HASSA, Turkey, Jan 20, (RTRS): Turkish warplanes struck positions of a US-backed Kurdish militia in Syria’s Afrin province on Saturday, opening a new front in the Syrian civil war and raising the prospect of deeper strains between Turkey and Washington.

The operation sees Ankara confronting Kurdish fighters allied to the United States at a time when relations between Turkey and Washington – NATO allies and members of the coalition against Islamic State – appear dangerously close to a breaking point. Turkey’s move could also complicate its push to improve ties with Russia. Moscow will demand in the United Nations that Turkey halt the its military operation, a member of the upper house of the Russian parliament’s security committee told RIA news on Saturday. The bombing raids targeted the Syrian-Kurdish YPG militia, a senior Turkish official said.

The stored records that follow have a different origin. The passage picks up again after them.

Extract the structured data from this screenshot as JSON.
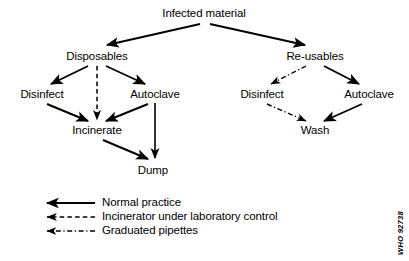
{
  "diagram": {
    "title_node": "Infected material",
    "nodes": [
      {
        "id": "infected",
        "label": "Infected material",
        "x": 204,
        "y": 14
      },
      {
        "id": "disposables",
        "label": "Disposables",
        "x": 97,
        "y": 57
      },
      {
        "id": "reusables",
        "label": "Re-usables",
        "x": 315,
        "y": 57
      },
      {
        "id": "disinfect-left",
        "label": "Disinfect",
        "x": 42,
        "y": 95
      },
      {
        "id": "autoclave-left",
        "label": "Autoclave",
        "x": 155,
        "y": 95
      },
      {
        "id": "disinfect-right",
        "label": "Disinfect",
        "x": 262,
        "y": 95
      },
      {
        "id": "autoclave-right",
        "label": "Autoclave",
        "x": 369,
        "y": 95
      },
      {
        "id": "incinerate",
        "label": "Incinerate",
        "x": 97,
        "y": 131
      },
      {
        "id": "wash",
        "label": "Wash",
        "x": 315,
        "y": 131
      },
      {
        "id": "dump",
        "label": "Dump",
        "x": 153,
        "y": 171
      }
    ],
    "edges": [
      {
        "from": "infected",
        "to": "disposables",
        "style": "solid"
      },
      {
        "from": "infected",
        "to": "reusables",
        "style": "solid"
      },
      {
        "from": "disposables",
        "to": "disinfect-left",
        "style": "solid"
      },
      {
        "from": "disposables",
        "to": "autoclave-left",
        "style": "solid"
      },
      {
        "from": "disposables",
        "to": "incinerate",
        "style": "dashed"
      },
      {
        "from": "disinfect-left",
        "to": "incinerate",
        "style": "solid"
      },
      {
        "from": "autoclave-left",
        "to": "incinerate",
        "style": "solid"
      },
      {
        "from": "autoclave-left",
        "to": "dump",
        "style": "solid"
      },
      {
        "from": "incinerate",
        "to": "dump",
        "style": "solid"
      },
      {
        "from": "reusables",
        "to": "disinfect-right",
        "style": "dashdot"
      },
      {
        "from": "reusables",
        "to": "autoclave-right",
        "style": "solid"
      },
      {
        "from": "disinfect-right",
        "to": "wash",
        "style": "dashdot"
      },
      {
        "from": "autoclave-right",
        "to": "wash",
        "style": "solid"
      }
    ]
  },
  "legend": {
    "items": [
      {
        "style": "solid",
        "label": "Normal practice"
      },
      {
        "style": "dashed",
        "label": "Incinerator under laboratory control"
      },
      {
        "style": "dashdot",
        "label": "Graduated pipettes"
      }
    ]
  },
  "footer": {
    "who_code": "WHO 92738"
  },
  "colors": {
    "ink": "#000000",
    "background": "#ffffff"
  }
}
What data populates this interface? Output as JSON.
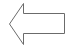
{
  "shape": {
    "type": "left-arrow",
    "stroke_color": "#6b6b6b",
    "fill_color": "#ffffff"
  }
}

A Turkey-backed rebel group in Syria, the Free Syrian Army, was also providing assistance to the Turkish military’s operation in Afrin, the official added. The YPG said a number of people had been wounded in the air strikes, but said it remained unclear how many.

There were currently no clashes between Turkish forces and the YPG, “only skirmishes” at the edge of the Afrin region, according to Rojhat Roj, a YPG spokesman in Afrin. Reuters cameramen in Hassa, near the border with Syria, heard the sound of heavy bombardment and saw thick plumes of smoke rising from the Syrian side of the border. The warplanes appeared to be striking from the Turkish side of the border, one of the cameramen said.

The attacks, which Turkey is calling Operation Olive Branch, follow weeks of warnings against the YPG in Syria from President Recep Tayyip Erdogan and his ministers. Turkey considers the YPG to be an extension of the outlawed Kurdistan Workers Party (PKK), which has carried out a deadly, threedecade insurgency in Turkey’s mainly Kurdish southeast. The YPG’s growing strength across a swath of northern Syria has alarmed Ankara, which fears the creation of an independent Kurdish state on its southern border.

The Turkish military said its operation in Afrin was to provide safety for Turkey’s border and to “eliminate terrorists and save friends and brothers, the people of the region, from their cruelty.” “We will destroy the terror corridor gradually as we did in Jarabulus and Al-Bab operations, starting from the west,” Turkey’s Erdogan said, referring to previous operations in northern Syria designed to push out Islamic State and check the YPG’s advance.

The US-backed Syrian Democratic Forces accused Turkey on Saturday of using cross-border shelling as a false pretext to launch an offensive in Syria. The SDF, an alliance of Kurdish and Arab militias fighting Islamic State, said it would have no choice but to defend itself if attacked.

The Kurdish-led SDF controls swathes of north and east Syria. Meanwhile, Syrian troops and allied forces seized an air base in Idlib province on Saturday, pressing their offensive into the country’s largest insurgent stronghold, state television said. The province in northwest Syria has become a focal point of the war, with government forces taking scores of villages in recent weeks. With the help of Iran-backed militias and Russian air power, they advanced towards Abu al-Duhur military airport, where rebels had ousted the army in 2015. Since mid-December, fighting has forced more than 212,000 people to fl ee their homes in the south of Idlib and nearby parts of Hama and Aleppo provinces, the United Nations says.